Just qurios

I’m wondering how NVIDIA got their dawn demo working, in rude approximations there should be 60+ I guess more than 80 bones (mouth, fingers etc. counts)!!! As far as I know number of registries on vcard are limited in count & every bone should load a quat, and multiply it with all previos quats. Quat shoud be 3x3 in size, that takes 9 registry entries x 60 bones = 540 entries!!!

  1. Aren’t quaternions defined by 4 floats ? If so how can it possibly be 3x3 ?

  2. If you’re speaking of matrices instead, i have to remind you that a vertex shader constant is not a float but a 4d vector. In consequence, you’d need 60 * 3 = 180 constants to store 60 bones.

  3. As a result, you only need 60 constants to store the quaternions for 60 bones.

Y.

what a silly conversation. As far as I know, a persons finger doesn’t get affected when one crosses ones legs, so why would you load a leg matrix into a fingers vertex program?

Why would you have a seperate vertex program to render the fingers knackered? Surely it would be better to render the entire model in 1 go?

In which case you need to load all the matrices for the entire anim at the start into the constants.

Why would you have a seperate vertex program to render the fingers knackered? Surely it would be better to render the entire model in 1 go?

Define “better”. If you load matrices, it might take you 3-4 renderings of the mesh data to finish it. But, if you load quaternions, you have to transform vertices by quaternions, which takes longer than transforming by matrices. So, while the other method may well have more rendering calls, it may take less time, depending on how much longer transforming vectors by quaternions is than matrices.

BTW, which demo is this?

And I heard thet FX hardware has practically no limit on constant space… Maybe I got sometrhing wrong.

We handle this in the usual way - the mesh is split up into sections such that each sub-mesh is only effected by 4 or less bones.

There are some details on this in our presentation from GDC: http://developer.nvidia.com/docs/IO/4449/SUPP/GDC2003_Demos.pdf

Cheers,

S.

Originally posted by M/\dm/
:
I’m wondering how NVIDIA got their dawn demo working, in rude approximations there should be 60+ I guess more than 80 bones (mouth, fingers etc. counts)!!! As far as I know number of registries on vcard are limited in count & every bone should load a quat, and multiply it with all previos quats. Quat shoud be 3x3 in size, that takes 9 registry entries x 60 bones = 540 entries!!!

I’m surprised! Why would you only use subsections of 4 bones? If you’re rendering using the same shader, wouldn’t it make sense to render as big a chunk as possible?

Anyway: doing hair in geometry seems a little over the top :slight_smile: Also, it wasn’t initially clear to me that the demo comes in two versions: “normal” which doesn’t have as fancy wings and only a slightly high poly count, and “ultra” which has really nice wings, and another factor N in poly count :wink:

Sorry, I meant 4 bones per vertex. We are using indexed or “matrix palette” skinning, so each vertex indexes into an array of bone matricies, which describes which bones effect that vertex most. You can look at the shader code for more detail.

As for the hair, it’s our job to be over the top! Rendering hair as geometry is not considered excessive in movie production, and soon won’t be for real time characters either.

Originally posted by jwatte:
[b]I’m surprised! Why would you only use subsections of 4 bones? If you’re rendering using the same shader, wouldn’t it make sense to render as big a chunk as possible?

Anyway: doing hair in geometry seems a little over the top :slight_smile: [/b]

OT:

Hello Si, still working for Nvidia I see!
Remember XAP?
Behold Alien Flux!
I thought it might bring back some amusing memories.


* **Exercise requirements**:
For the entries below, work out how many lines contain the string "name" and write only the number.

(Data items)

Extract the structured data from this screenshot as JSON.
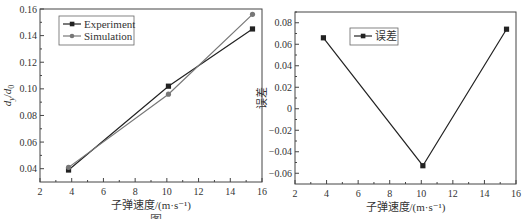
{
  "chart_data": [
    {
      "type": "line",
      "title": "",
      "xlabel": "子弹速度/(m·s⁻¹)",
      "ylabel": "d_y/d_0",
      "xlim": [
        2,
        16
      ],
      "ylim": [
        0.03,
        0.16
      ],
      "xticks": [
        2,
        4,
        6,
        8,
        10,
        12,
        14,
        16
      ],
      "yticks": [
        0.04,
        0.06,
        0.08,
        0.1,
        0.12,
        0.14,
        0.16
      ],
      "ytick_labels": [
        "0.04",
        "0.06",
        "0.08",
        "0.10",
        "0.12",
        "0.14",
        "0.16"
      ],
      "x": [
        3.8,
        10.1,
        15.4
      ],
      "series": [
        {
          "name": "Experiment",
          "marker": "square",
          "color": "#222222",
          "values": [
            0.039,
            0.102,
            0.145
          ]
        },
        {
          "name": "Simulation",
          "marker": "circle",
          "color": "#777777",
          "values": [
            0.041,
            0.096,
            0.156
          ]
        }
      ],
      "legend_position": "upper left",
      "grid": false
    },
    {
      "type": "line",
      "title": "",
      "xlabel": "子弹速度/(m·s⁻¹)",
      "ylabel": "误差",
      "xlim": [
        2,
        16
      ],
      "ylim": [
        -0.07,
        0.09
      ],
      "xticks": [
        2,
        4,
        6,
        8,
        10,
        12,
        14,
        16
      ],
      "yticks": [
        -0.06,
        -0.04,
        -0.02,
        0,
        0.02,
        0.04,
        0.06,
        0.08
      ],
      "ytick_labels": [
        "−0.06",
        "−0.04",
        "−0.02",
        "0",
        "0.02",
        "0.04",
        "0.06",
        "0.08"
      ],
      "x": [
        3.8,
        10.1,
        15.4
      ],
      "series": [
        {
          "name": "误差",
          "marker": "square",
          "color": "#222222",
          "values": [
            0.066,
            -0.053,
            0.074
          ]
        }
      ],
      "legend_position": "upper center",
      "grid": false
    }
  ],
  "caption": "图"
}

* **Solution to this exercise**:
3